Capitalist Quotes - page 9
Nick Gillespie: So, um, how do you self-describe politically?
Krist Novoselic: I'm a, what, an anarcho-capitalist socialist...I don't know...I'm kinda a moderate, I think I'm moderate.
Nick Gillespie: So you're an anarcho-capitalist socialist moderate.
Krist Novoselic: I mean I'm a gun-owning pacifist, so there you go. I'm an anarcho-socialist-you know what I mean?
Nick Gillespie: Anarcho-socialist-
Krist Novoselic: -capitalist-
Nick Gillespie: -capitalist, gun-toting...
Krist Novoselic: Yeah, it's just like I, y'know, I just tryin'a, tryin'a make it work in this world and...basically I'm just a small-D democrat.
Krist Novoselic
Just the other day, I was in my neighborhood Starbucks, waiting for the post office to open. I was enjoying a chocolatey cafe mocha when it occurred to me that to drink a mocha is to gulp down the entire history of the New World. From the Spanish exportation of Aztec cacao, and the Dutch invention of the chemical process for making cocoa, on down to the capitalist empire of Hershey, PA, and the lifestyle marketing of Seattle's Starbucks, the modern mocha is a bittersweet concoction of imperialism, genocide, invention, and consumerism served with whipped cream on top. No wonder it costs so much.
Sarah Vowell
Hayek sees that the zero-sum vision is fired by an implacable negative energy. It is not the concrete vision of some real alternative that animates the socialist critic of the capitalist order. It is hostility toward the actual, and in particular toward those who enjoy advantages within it. Hence the belief in equality remains vague and undefined, except negatively. For it is essentially a weapon against the existing order – a way of undermining its claims to legitimacy, by discovering a victim for every form of success. The striving for equality is, in other words, based in ressentiment in Nietzsche's sense, the state of mind that Max Scheler identified as the principal motive behind the socialist orthodoxy of his day. It is one of the major problems of modern politics, which no classical liberal could possibly solve, how to govern a society in which resentment has acquired the kind of privileged social, intellectual, and political position that we witness today.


## Activity
Among the entries that follow, how many lines contain the word "Reoptimize"? Give the number alone.
START Records provided
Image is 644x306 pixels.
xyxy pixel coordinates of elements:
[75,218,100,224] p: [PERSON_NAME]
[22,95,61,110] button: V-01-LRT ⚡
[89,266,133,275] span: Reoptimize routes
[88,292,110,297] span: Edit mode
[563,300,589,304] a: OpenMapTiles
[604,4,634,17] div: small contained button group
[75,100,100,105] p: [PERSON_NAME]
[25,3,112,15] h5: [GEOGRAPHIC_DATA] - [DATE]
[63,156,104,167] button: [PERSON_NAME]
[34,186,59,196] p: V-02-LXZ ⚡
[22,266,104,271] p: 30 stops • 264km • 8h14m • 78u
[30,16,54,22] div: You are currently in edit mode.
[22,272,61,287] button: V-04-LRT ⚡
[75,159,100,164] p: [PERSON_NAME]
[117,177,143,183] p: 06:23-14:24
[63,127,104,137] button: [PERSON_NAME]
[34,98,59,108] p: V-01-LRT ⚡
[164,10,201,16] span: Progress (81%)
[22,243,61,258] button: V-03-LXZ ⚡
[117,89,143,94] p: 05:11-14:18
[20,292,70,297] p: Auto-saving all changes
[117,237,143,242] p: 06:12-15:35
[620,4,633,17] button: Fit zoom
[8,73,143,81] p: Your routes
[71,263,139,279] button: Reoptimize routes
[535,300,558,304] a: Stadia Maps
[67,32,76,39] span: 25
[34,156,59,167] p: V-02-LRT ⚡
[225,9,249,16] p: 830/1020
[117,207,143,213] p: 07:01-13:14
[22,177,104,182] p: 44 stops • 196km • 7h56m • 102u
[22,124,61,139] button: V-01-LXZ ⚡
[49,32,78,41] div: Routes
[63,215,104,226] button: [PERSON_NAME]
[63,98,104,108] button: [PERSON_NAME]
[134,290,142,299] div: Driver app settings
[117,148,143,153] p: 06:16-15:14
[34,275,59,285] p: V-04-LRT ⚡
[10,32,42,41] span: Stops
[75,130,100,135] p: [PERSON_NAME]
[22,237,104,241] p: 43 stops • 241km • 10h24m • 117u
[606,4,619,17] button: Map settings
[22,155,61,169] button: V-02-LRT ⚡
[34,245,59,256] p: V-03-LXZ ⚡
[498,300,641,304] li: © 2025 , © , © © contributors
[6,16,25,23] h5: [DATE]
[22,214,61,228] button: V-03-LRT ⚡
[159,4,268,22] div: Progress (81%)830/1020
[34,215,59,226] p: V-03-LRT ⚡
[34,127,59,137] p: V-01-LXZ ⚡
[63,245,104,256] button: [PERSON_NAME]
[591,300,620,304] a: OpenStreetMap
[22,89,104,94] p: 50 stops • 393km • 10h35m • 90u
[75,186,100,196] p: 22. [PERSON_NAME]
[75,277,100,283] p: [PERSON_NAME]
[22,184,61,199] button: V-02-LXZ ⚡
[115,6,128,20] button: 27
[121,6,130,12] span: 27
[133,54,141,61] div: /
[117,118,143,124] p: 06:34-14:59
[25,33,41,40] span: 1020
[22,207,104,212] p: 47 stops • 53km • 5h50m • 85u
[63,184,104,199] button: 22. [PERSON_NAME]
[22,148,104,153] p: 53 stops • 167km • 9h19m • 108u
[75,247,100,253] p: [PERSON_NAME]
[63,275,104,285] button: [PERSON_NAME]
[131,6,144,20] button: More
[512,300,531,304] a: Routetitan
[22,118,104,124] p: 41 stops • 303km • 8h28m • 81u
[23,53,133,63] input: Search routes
END Records provided
## Written response
2